A broken accounting system in need of repair
The Financial Accounting Standards Board (FASB) continues to forge ahead with its plan to require banks to forecast and book current expected credit losses (CECL) over the life of loans without even an offsetting credit for expected interest income.
Bank regulators should not follow FASB down this dangerous path much as they did two decades ago. We are reminded of FASB’s ill-conceived mark-to-market accounting rules, which needlessly destroyed some $500 billion of bank capital in the U.S. alone and led to a global banking crisis and panic. As the saying goes: “Fool me once, shame on you; fool me twice, shame on me.”
CECL, as was the case with mark-to-market accounting, would be procyclical, meaning banks will be hit hardest in bad economic times when they can least afford it. It would also create a financial monoculture of risk that could deepen and prolong economic downturns when most banks’ balance sheets react the same way in a crisis.
We don’t have to guess about these things as we’ve been through them many times in the past, most recently in the financial crisis of 2008-2010. Why is it that we cannot learn and apply the lessons of the past?
Community banks and millions of customers in the towns and cities they serve across America will be among the hardest hit by the FASB’s latest proposal, just as they were in 2008-2010. A typical community bank might well have half of its balance sheet invested in long-term, fixed-rate mortgage loans.
Forecasting and booking losses over the life of a 30-year mortgage is highly speculative at best and requiring it to be done will likely sound the death knell for long-term mortgages and perhaps the banks holding them.
Community banks and the American Bankers Association have petitioned the government, asking that this process be delayed until a thoughtful and thorough economic impact study — which will look at how CECL performs throughout the business cycle, not just when the economic weather is fine — can be done.
We hope their concerns don’t fall on deaf ears since there is simply no recourse unless bank regulators and/or Congress put the brakes on the FASB.
The good news is that members of the House Financial Services and Senate Banking committees have put in motion legislation to require a one-year delay to enable an economic impact study to be completed and considered.
The FASB, formed by the accounting industry in 1973, was initially conceived to develop and articulate generally accepted accounting principles. It has become a self-perpetuating body of accounting experts. We do not question the expertise or integrity of those professionals. That said, it is a unique body that enjoys an unusually privileged position in the financial world.
Federal law authorizes the Securities and Exchange Commission (SEC) to set accounting standards for publicly reporting companies. The Sarbanes-Oxley Act in 2002 allowed the SEC to delegate its standard setting responsibilities, which it did in 2003 when it designated the FASB.
Unfortunately, the SEC retained only minimal oversight, noting its anticipation of a continued “collegial working relationship.” The FASB was not established by any act of Congress, it largely operates according to its own rules, and it is nearly impossible to challenge its standards or the basis for them in court.
In contrast, the public can invoke a variety of federal laws to pull back the curtain at any federal government agency to see how final decisions have been made and invalidate them if the appropriate processes have not been followed.
Notwithstanding whatever self-imposed transparency and governance rules the FASB has adopted, no such check by the public is available with respect to the FASB. Neither is the FASB subject to Presidential Executive Orders that seek to reduce and streamline financial regulation.
There is simply insufficient due process and no right of appeal when the FASB gets it wrong, as it has several times during its relatively brief existence. If the FASB continues to be allowed to effectively create federal law, it should not continue to enjoy a position of financial power afforded to no other private or governmental entity in this country.
This system of accounting standard-setting is clearly not working. At the very least, the system requires a meaningful review of the delegation to the FASB in view of its track record over the last two decades.
We understand why the FASB would not want a more intrusive level of oversight, but this is precisely why oversight is so essential.
William Isaac is the former chairman of the Federal Deposit Insurance Corporation and Fifth Third Bancorp. He is currently a consultant to financial institutions.
Thomas Vartanian is a former general counsel of the Federal Home Loan Bank Board and Federal Savings and Loans insurance Corporation. He is executive director and professor of law at the Scalia Law School’s Program on Financial Regulation & Technology at George Mason University.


▶ Exercise goal:
Tally up the lines below with "Strategy" in them. Answer with the number only.

▶ The data:
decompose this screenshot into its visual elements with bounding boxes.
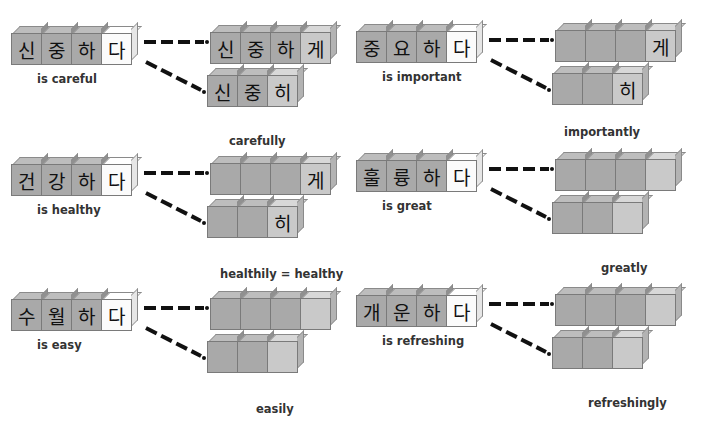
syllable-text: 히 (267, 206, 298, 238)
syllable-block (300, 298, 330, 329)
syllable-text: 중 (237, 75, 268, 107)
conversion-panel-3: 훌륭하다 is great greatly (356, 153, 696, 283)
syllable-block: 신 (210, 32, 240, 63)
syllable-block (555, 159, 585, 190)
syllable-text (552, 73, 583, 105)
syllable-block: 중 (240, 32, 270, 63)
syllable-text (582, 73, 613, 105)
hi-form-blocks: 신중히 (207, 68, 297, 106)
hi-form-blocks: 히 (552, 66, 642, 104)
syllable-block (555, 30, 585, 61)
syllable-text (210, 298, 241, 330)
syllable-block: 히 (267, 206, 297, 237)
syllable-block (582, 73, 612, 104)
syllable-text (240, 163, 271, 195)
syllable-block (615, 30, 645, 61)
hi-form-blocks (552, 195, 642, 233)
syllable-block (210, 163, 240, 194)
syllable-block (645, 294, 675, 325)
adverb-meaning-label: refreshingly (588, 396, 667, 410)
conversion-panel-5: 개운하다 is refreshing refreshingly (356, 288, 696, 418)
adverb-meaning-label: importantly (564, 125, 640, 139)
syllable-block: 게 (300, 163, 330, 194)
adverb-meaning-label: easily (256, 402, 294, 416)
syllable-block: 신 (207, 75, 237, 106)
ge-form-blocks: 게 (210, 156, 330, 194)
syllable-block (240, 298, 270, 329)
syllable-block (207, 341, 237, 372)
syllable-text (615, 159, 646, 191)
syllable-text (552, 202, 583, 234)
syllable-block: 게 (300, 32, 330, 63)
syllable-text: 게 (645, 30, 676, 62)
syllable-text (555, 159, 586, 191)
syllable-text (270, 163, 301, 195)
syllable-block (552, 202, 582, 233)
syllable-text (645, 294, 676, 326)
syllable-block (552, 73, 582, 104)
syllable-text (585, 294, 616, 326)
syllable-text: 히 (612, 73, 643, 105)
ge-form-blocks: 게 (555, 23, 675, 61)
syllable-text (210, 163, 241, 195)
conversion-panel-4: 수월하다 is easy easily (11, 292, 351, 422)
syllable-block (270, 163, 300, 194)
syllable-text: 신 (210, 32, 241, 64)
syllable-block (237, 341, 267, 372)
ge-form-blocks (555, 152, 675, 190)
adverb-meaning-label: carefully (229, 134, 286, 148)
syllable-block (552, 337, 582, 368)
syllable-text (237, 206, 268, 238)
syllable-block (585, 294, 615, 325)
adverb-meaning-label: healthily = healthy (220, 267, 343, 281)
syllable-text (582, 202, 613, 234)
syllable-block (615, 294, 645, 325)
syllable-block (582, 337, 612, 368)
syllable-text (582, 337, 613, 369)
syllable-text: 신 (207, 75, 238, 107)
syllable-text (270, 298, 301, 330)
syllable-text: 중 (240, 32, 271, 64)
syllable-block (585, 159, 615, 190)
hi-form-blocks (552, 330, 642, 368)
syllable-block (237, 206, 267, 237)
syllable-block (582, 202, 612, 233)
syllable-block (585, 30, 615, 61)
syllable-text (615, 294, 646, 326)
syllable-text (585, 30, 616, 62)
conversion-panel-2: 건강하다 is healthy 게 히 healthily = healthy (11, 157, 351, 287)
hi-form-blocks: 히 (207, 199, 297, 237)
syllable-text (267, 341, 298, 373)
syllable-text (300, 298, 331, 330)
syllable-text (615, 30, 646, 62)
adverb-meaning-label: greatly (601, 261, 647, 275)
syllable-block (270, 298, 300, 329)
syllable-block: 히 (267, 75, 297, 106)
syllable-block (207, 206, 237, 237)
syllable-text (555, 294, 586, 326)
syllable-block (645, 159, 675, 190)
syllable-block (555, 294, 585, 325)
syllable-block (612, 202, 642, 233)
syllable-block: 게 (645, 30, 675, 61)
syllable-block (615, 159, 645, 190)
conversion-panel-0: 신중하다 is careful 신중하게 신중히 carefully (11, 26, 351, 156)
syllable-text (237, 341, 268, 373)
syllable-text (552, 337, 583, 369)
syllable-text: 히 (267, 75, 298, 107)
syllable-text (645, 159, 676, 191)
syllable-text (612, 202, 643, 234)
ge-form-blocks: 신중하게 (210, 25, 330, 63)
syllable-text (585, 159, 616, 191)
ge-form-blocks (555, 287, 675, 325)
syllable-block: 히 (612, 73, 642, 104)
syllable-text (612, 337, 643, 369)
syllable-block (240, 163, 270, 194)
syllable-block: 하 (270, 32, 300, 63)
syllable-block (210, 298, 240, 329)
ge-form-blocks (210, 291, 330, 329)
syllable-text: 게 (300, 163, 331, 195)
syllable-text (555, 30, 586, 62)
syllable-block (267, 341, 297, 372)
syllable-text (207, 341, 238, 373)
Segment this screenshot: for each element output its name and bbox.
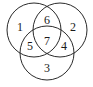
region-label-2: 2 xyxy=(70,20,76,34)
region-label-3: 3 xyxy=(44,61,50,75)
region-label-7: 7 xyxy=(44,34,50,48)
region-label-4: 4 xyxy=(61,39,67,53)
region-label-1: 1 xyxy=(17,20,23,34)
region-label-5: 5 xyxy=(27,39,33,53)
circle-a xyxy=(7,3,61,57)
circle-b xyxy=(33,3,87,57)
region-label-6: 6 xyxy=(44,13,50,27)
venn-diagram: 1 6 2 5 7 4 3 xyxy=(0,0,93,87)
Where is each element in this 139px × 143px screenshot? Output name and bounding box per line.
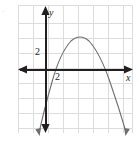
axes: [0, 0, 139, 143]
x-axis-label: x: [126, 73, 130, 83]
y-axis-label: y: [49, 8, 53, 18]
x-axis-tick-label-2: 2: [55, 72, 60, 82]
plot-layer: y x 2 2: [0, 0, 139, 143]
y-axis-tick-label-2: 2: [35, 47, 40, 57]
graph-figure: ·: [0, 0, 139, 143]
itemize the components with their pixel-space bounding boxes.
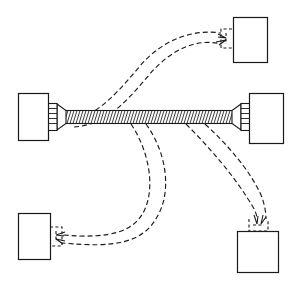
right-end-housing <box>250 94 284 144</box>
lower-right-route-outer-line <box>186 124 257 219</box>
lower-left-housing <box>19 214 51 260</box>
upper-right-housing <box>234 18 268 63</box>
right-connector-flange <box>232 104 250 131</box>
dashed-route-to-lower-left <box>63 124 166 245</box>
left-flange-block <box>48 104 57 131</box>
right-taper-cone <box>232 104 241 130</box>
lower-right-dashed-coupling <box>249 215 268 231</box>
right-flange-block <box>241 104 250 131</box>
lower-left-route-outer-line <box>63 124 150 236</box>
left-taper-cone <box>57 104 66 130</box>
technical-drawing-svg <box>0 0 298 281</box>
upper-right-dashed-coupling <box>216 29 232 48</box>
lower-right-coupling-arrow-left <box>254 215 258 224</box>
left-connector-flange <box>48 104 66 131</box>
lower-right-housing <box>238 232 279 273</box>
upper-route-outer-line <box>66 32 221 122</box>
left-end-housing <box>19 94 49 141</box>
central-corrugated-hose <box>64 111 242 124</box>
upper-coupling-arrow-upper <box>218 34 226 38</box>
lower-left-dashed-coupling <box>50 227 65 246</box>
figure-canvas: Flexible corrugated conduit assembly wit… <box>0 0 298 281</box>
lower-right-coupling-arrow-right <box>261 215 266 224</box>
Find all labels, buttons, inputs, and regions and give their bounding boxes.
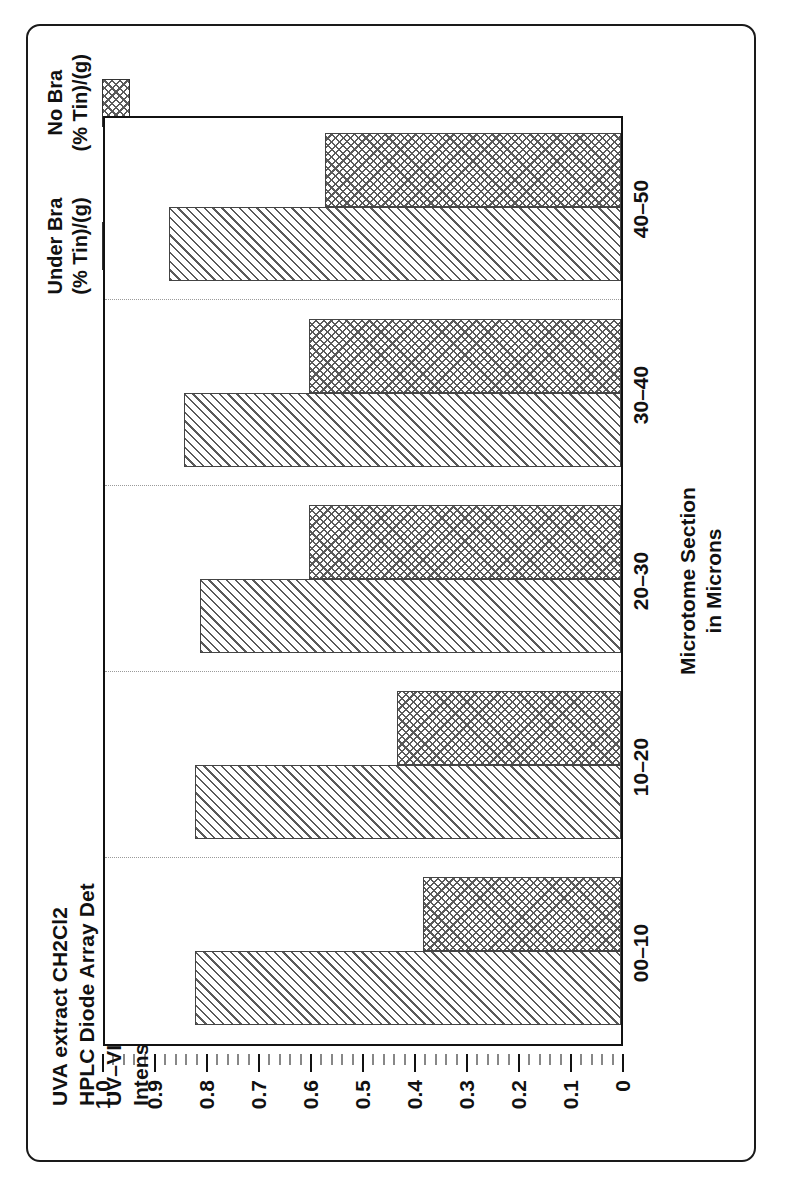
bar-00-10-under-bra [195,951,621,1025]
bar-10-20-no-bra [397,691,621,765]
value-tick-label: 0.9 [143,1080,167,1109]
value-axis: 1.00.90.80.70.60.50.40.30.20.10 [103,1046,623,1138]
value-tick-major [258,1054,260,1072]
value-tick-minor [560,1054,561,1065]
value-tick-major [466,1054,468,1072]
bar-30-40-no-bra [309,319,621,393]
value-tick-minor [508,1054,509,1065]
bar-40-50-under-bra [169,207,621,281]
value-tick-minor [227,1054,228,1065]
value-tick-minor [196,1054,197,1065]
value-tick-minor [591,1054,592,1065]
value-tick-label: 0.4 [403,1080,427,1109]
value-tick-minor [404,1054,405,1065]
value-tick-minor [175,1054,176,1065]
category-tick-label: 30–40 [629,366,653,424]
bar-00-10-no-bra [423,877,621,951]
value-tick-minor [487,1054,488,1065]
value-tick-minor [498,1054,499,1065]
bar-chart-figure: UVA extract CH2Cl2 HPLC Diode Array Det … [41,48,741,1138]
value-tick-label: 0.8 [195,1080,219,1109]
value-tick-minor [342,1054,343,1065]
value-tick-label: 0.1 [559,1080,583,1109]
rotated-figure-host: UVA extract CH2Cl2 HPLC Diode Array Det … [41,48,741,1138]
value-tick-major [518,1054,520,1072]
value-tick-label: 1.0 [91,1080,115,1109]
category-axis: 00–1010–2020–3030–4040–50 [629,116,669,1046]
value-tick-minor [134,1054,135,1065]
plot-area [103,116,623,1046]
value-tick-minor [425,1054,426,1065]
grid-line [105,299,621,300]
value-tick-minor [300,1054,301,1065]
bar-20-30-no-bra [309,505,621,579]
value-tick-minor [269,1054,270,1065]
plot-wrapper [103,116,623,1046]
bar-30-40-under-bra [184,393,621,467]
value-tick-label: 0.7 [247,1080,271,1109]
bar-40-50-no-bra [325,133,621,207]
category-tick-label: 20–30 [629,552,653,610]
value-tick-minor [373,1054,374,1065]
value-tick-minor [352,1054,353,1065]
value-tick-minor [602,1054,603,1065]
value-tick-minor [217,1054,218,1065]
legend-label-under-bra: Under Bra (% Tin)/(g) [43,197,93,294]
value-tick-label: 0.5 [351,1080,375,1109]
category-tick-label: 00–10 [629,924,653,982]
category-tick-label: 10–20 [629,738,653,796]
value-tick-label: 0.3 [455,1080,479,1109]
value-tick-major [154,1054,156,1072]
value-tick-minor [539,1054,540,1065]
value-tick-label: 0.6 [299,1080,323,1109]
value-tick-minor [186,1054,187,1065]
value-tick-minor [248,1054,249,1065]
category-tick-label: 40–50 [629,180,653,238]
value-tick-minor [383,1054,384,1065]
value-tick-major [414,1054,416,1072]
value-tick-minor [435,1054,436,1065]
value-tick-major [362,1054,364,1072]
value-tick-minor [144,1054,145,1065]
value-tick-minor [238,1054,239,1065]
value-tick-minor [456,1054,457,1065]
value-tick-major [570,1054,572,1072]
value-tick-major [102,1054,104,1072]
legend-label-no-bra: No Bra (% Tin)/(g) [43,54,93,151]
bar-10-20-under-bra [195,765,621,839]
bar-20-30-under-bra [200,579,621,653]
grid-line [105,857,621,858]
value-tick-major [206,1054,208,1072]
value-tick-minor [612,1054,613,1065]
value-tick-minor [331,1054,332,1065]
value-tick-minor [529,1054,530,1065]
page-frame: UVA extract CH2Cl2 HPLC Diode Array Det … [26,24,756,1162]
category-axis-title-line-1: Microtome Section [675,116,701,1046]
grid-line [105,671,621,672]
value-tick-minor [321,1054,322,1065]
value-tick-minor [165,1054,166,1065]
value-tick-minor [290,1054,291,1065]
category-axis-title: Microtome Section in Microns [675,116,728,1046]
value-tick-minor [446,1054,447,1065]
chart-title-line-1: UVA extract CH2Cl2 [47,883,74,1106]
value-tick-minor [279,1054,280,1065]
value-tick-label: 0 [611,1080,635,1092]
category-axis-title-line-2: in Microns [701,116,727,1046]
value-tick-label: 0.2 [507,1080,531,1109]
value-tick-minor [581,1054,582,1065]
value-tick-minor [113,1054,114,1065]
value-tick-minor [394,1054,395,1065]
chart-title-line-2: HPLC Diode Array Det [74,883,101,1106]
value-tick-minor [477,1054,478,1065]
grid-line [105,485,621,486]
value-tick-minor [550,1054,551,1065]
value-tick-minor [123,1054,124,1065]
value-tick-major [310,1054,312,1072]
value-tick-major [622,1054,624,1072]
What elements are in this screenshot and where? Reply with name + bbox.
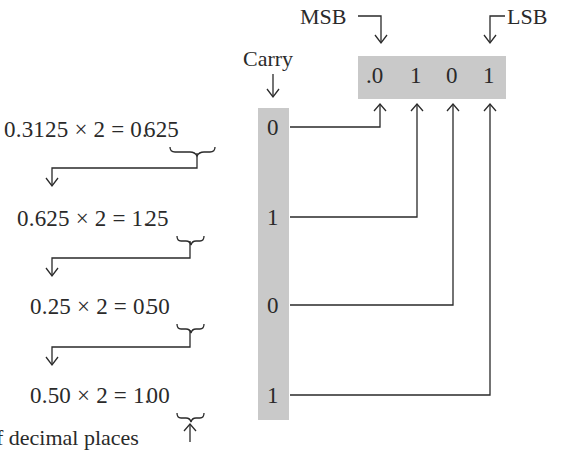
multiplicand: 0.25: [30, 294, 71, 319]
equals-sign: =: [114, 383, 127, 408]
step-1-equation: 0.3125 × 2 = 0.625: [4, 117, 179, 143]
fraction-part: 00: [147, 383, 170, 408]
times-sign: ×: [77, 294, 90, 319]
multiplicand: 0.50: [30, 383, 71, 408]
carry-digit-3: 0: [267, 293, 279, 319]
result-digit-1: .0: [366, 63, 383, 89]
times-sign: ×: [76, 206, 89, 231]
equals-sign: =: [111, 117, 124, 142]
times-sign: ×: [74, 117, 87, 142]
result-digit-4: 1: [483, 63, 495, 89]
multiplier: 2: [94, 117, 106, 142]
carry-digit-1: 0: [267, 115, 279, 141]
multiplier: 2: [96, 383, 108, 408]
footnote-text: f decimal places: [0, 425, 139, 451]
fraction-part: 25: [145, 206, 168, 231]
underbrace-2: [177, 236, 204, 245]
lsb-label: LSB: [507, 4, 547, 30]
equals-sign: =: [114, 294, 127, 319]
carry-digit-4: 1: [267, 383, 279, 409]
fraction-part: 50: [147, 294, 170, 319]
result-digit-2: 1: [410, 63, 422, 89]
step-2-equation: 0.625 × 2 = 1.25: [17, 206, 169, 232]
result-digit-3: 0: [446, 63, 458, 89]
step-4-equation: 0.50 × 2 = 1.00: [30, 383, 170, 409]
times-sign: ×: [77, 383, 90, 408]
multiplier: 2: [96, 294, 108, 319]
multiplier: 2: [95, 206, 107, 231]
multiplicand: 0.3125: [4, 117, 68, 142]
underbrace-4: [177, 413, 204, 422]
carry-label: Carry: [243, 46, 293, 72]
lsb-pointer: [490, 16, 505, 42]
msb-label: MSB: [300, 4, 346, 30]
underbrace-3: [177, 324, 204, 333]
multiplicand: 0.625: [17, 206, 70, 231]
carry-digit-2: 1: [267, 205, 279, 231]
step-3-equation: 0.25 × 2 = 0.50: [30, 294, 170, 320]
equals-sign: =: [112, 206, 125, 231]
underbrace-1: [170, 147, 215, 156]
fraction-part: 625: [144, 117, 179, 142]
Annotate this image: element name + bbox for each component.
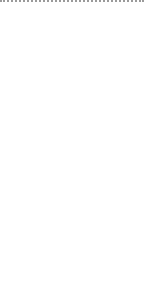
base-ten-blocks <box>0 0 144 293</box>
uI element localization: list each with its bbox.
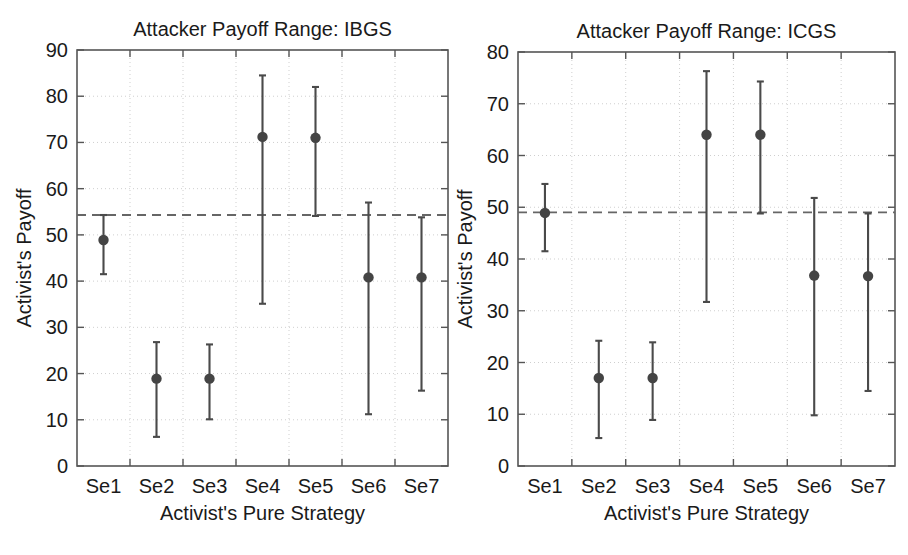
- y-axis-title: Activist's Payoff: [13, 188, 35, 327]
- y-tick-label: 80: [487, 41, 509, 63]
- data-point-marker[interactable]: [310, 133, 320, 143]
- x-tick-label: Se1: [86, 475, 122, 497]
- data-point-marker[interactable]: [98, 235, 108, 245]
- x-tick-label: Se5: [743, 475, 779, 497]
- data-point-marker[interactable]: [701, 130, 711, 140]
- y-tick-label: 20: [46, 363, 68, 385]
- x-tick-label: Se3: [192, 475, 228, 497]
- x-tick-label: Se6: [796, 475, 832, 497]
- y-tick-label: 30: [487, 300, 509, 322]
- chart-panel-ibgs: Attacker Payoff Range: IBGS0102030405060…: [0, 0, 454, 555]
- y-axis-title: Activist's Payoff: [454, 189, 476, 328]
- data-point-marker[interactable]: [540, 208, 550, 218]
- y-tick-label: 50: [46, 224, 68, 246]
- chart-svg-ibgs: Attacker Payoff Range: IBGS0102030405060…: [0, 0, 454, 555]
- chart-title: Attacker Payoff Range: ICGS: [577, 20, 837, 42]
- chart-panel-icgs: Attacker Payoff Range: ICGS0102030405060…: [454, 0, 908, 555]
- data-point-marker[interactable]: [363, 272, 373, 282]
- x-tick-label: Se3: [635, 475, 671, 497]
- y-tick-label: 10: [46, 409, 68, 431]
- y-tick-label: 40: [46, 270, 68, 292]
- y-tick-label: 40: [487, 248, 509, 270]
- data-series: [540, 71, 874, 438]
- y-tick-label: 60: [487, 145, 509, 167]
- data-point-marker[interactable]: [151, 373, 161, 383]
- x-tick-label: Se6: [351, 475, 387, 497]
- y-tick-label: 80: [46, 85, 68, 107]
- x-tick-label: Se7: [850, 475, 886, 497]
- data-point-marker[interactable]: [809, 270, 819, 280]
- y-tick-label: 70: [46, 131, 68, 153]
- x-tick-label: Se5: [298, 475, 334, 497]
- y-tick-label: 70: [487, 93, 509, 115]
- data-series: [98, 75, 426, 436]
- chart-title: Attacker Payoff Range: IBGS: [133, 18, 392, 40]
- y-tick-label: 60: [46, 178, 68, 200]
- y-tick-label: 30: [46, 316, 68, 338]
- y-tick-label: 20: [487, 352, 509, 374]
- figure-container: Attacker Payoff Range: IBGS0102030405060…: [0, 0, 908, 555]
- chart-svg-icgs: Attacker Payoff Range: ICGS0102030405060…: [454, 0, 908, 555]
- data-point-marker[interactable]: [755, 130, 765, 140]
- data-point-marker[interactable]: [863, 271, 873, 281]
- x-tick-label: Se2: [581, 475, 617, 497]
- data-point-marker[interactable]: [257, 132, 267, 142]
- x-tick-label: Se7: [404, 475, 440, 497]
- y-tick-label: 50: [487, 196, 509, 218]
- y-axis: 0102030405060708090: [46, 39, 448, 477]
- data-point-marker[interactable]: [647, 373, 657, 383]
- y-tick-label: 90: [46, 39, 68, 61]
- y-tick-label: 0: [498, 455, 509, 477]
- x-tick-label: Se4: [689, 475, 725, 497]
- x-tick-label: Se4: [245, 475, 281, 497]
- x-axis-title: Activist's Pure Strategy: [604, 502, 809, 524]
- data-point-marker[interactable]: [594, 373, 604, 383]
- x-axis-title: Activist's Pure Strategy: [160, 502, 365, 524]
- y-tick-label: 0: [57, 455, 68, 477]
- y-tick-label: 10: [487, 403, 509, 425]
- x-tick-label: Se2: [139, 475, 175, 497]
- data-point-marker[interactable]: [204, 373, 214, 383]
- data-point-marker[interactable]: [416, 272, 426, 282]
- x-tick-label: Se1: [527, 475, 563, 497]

▶ Result of this task:
2